◆ Required work:
Everything in the listing should be transcribed exactly, apart from the pictures.

◆ Information provided:

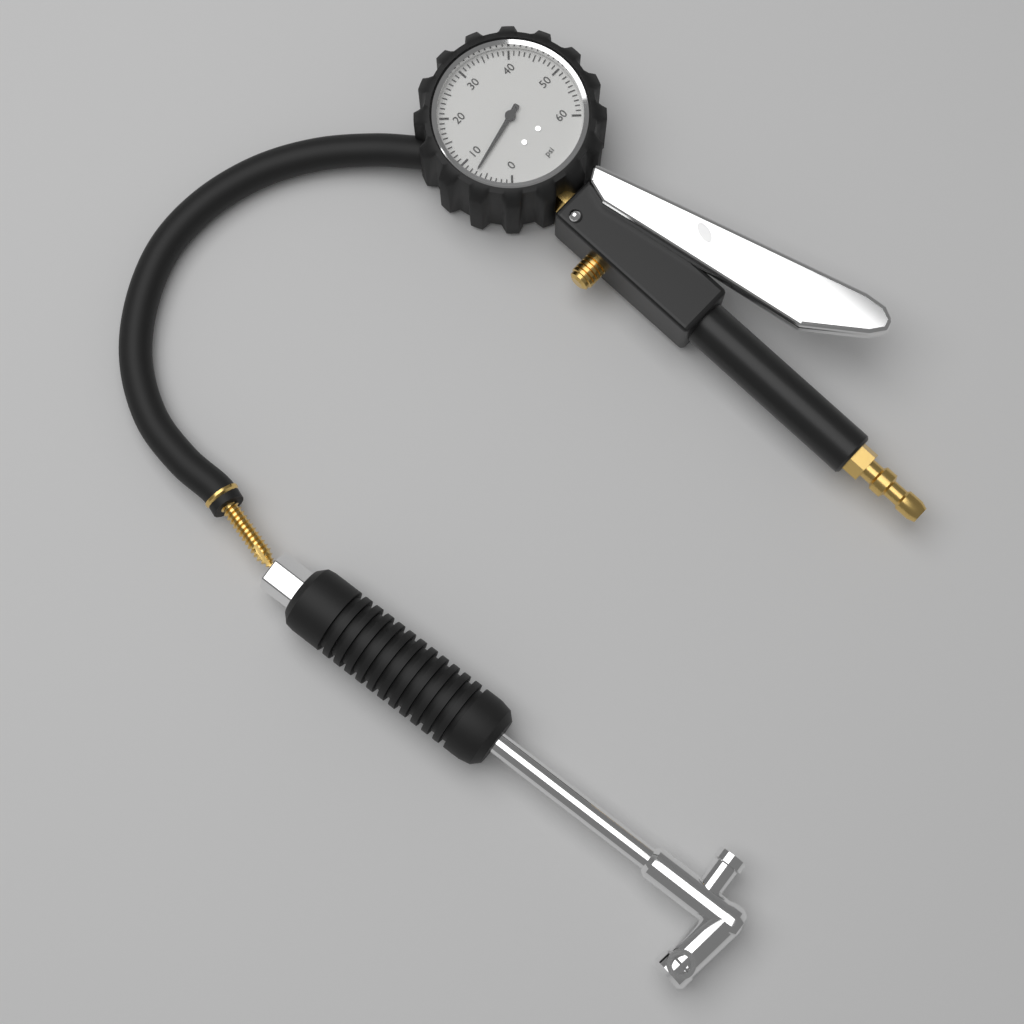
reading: 7 psi
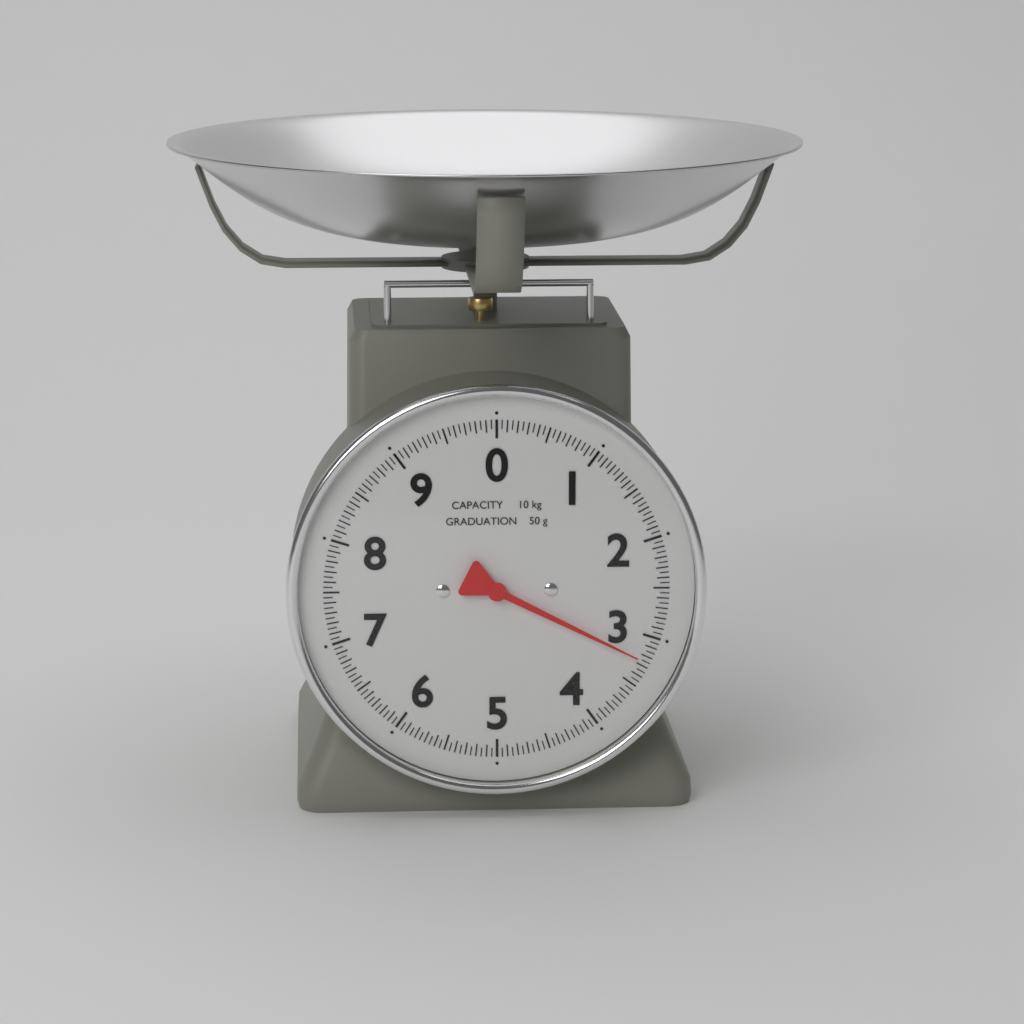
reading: 3.25 kg
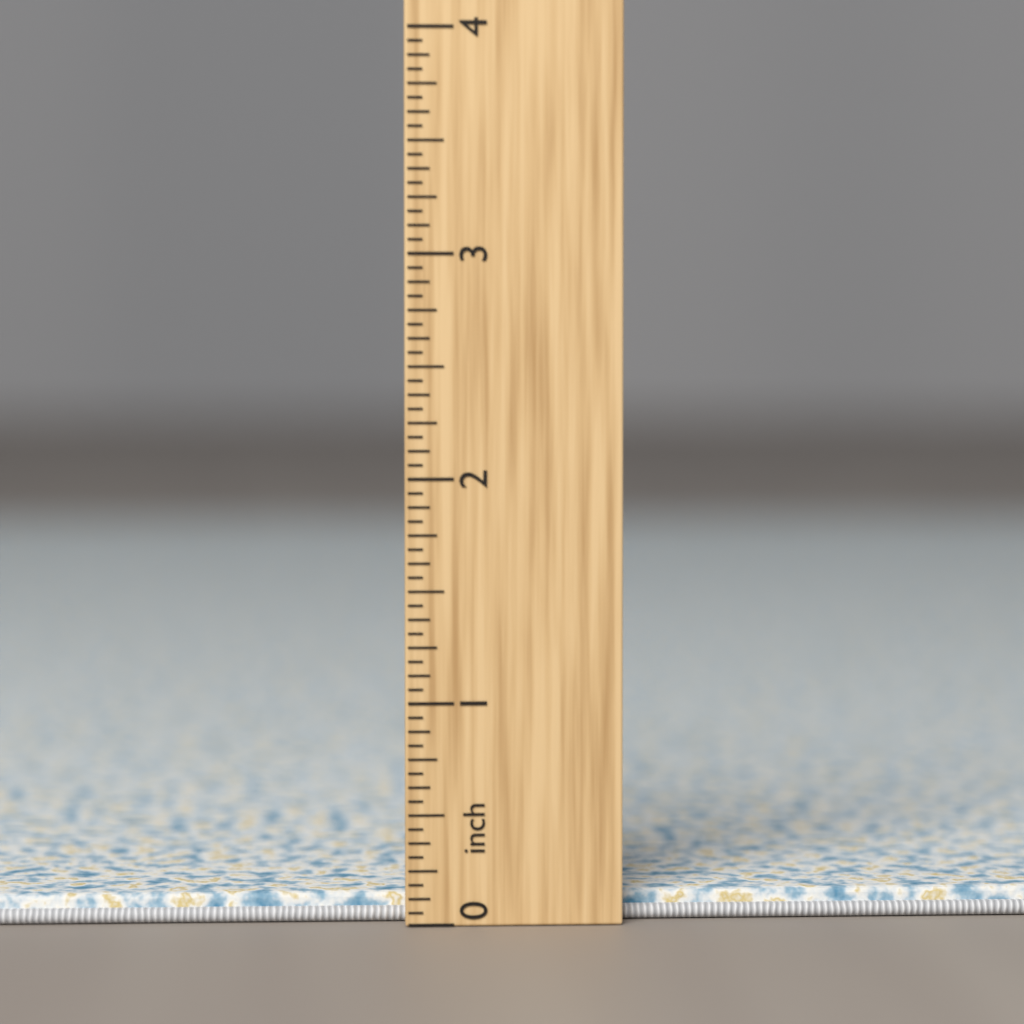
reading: 0.1250 inch
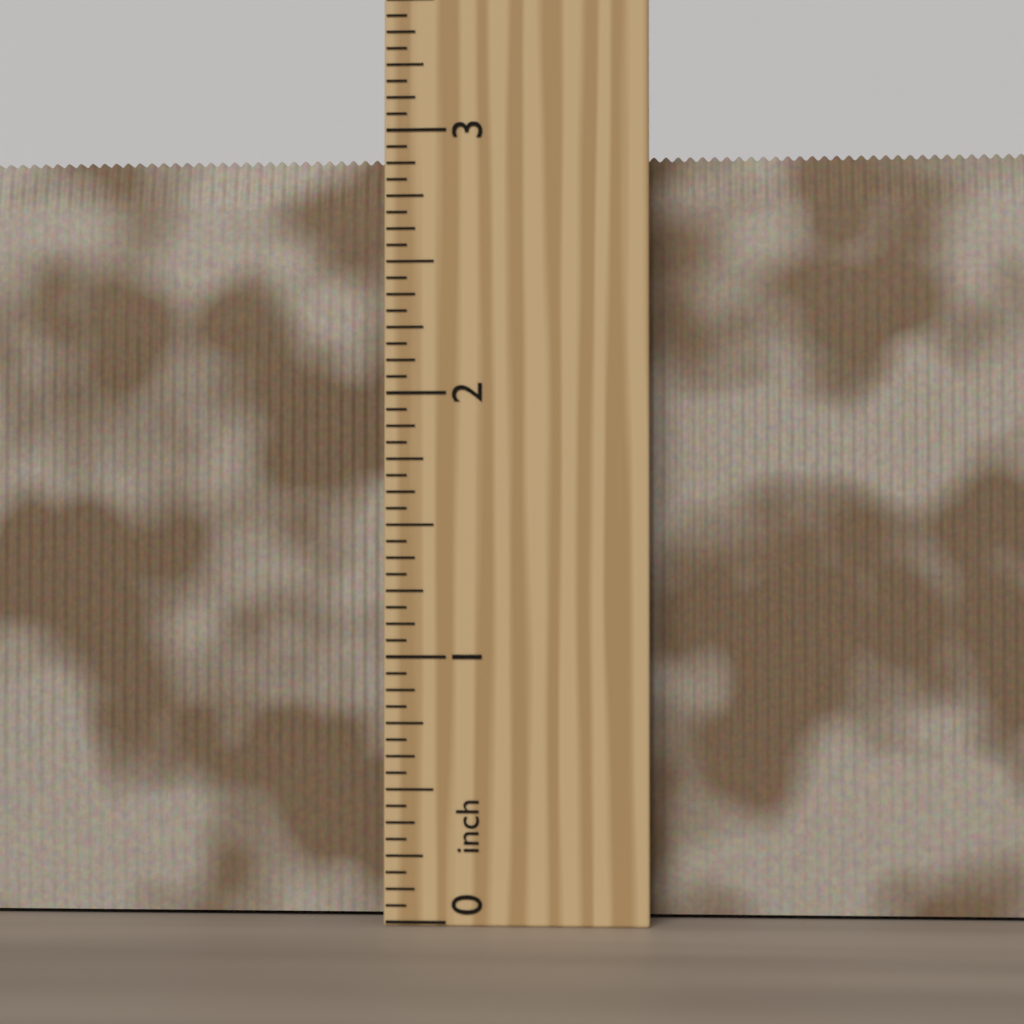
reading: 2.9375 inch
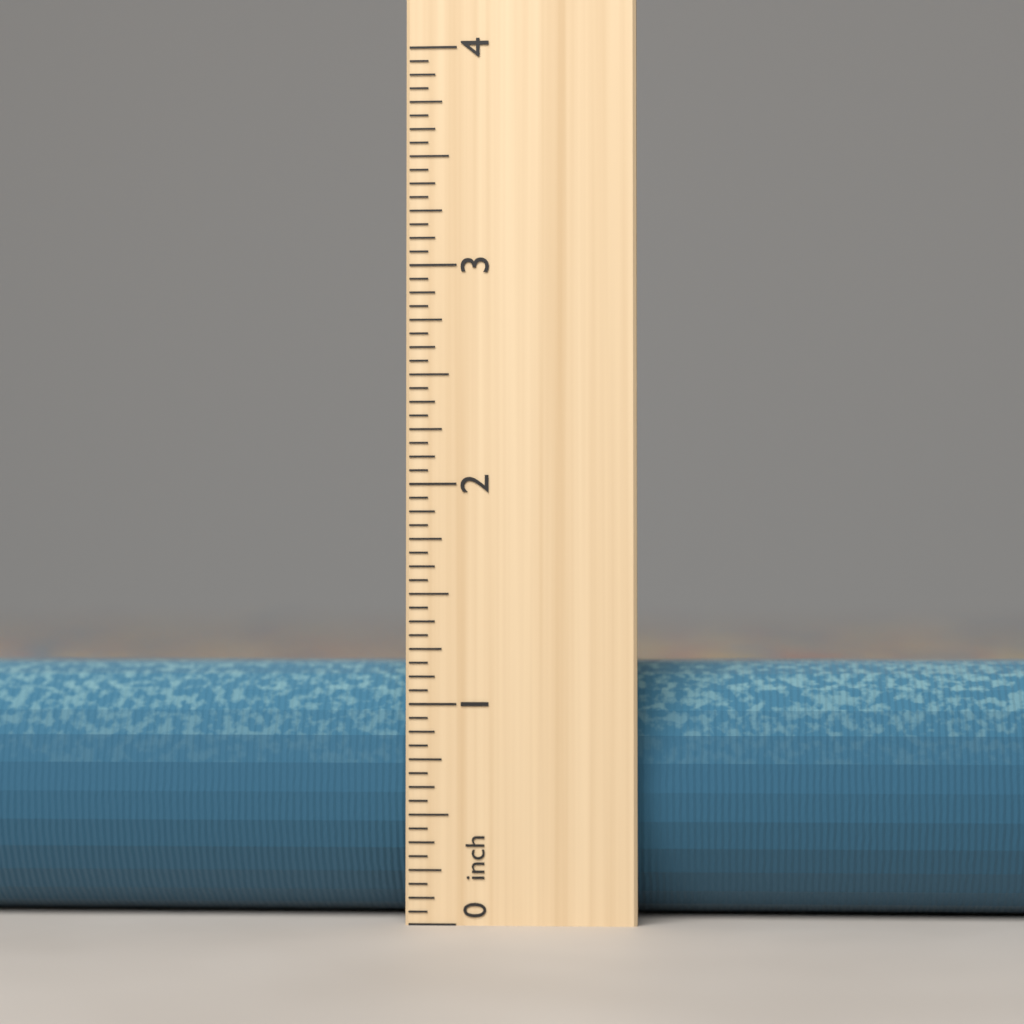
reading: 1.1875 inch
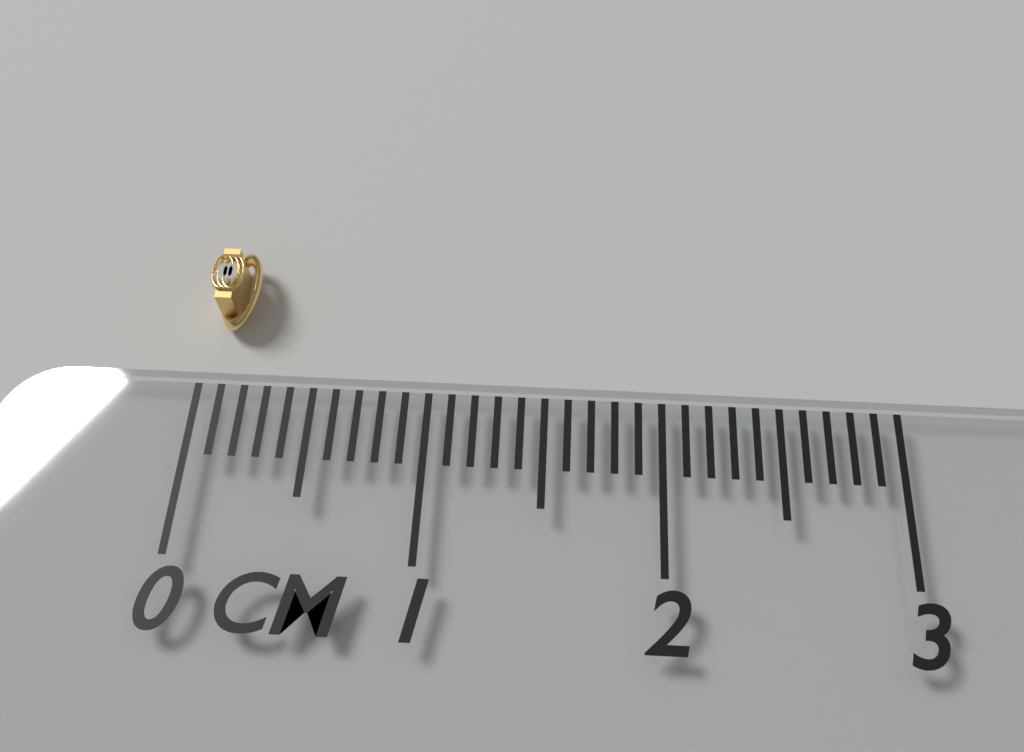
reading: 0.2 cm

◆ Solution to this task:
reading: 7 psi
reading: 3.25 kg
reading: 0.1250 inch
reading: 2.9375 inch
reading: 1.1875 inch
reading: 0.2 cm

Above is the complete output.